Former Postal Employee Admits Fraud in Connection with Unemployment Insurance Benefits

DOJ Press

NEWARK, N.J. – A former U.S. Postal Service (USPS) employee today admitted that he fraudulently obtained unemployment insurance benefits, U.S. Attorney Philip R. Sellinger announced. 

Khaori Monroe, 29, of Newark, pleaded guilty by videoconference before U.S. District Judge Julien X. Neals to an information charging him with one count of wire fraud.

According to documents filed in the case and statements made in court:

On March 27, 2020, the Coronavirus Aid, Relief, and Economic Security Act (CARES Act) was signed into law. The CARES Act created a new temporary federal unemployment insurance program called Pandemic Unemployment Assistance (PUA), which provided unemployment insurance benefits for individuals who were not eligible for other types of unemployment (the self-employed, independent contractors, gig economy workers). The CARES Act also created a new temporary federal program called Federal Pandemic Unemployment Assistance (FPUC) that provided an additional $600 weekly benefit to those eligible for PUA and regular unemployment insurance benefits.


Monroe was employed as a mail carrier with the USPS. He and others stole credit/debit cards containing unemployment insurance benefits from a location in New Jersey. Monroe and others then activated the cards and used the cards to obtain more than $40,000.


The charge of wire fraud is punishable by a maximum potential penalty of 20 years in prison and a fine of the greater of $250,000, twice the gross profits to Monroe or twice the gross loss suffered by the victims, whichever is greatest. Sentencing is scheduled for Sept. 14, 2022.

U.S. Attorney Sellinger credited special agents of the U.S. Department of Labor, Office of Inspector General, under the direction of Special Agent in Charge Jonathan Mellone in Manhattan; and postal inspectors of the U.S. Postal Inspection Service in Newark, under the direction of Postal Inspector in Charge Damon Wood, Philadelphia Division, with the investigation leading to today’s guilty plea.

The government is represented by Assistant U.S. Attorney Andrew Kogan of the U.S. Attorney’s Office Cybercrime Unit in Newark.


*PROMPT*.
Please output all of the entries exactly and omit any images they hold.

*RECORD EXCERPTS*.

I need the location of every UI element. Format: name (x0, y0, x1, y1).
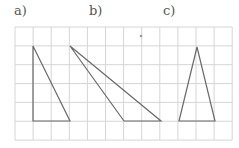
square-grid (15, 27, 232, 140)
grid-diagram (0, 0, 239, 148)
stray-dot (140, 35, 143, 38)
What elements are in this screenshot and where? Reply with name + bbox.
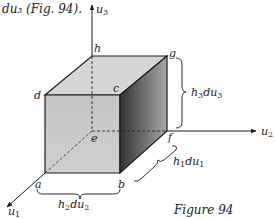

*SOLUTION TO THIS TASK*.
I need the location of every UI element. Format: name (x0, y0, x1, y1).
square-grid (15, 27, 232, 140)
grid-diagram (0, 0, 239, 148)
stray-dot (140, 35, 143, 38)
What elements are in this screenshot and where? Reply with name + bbox.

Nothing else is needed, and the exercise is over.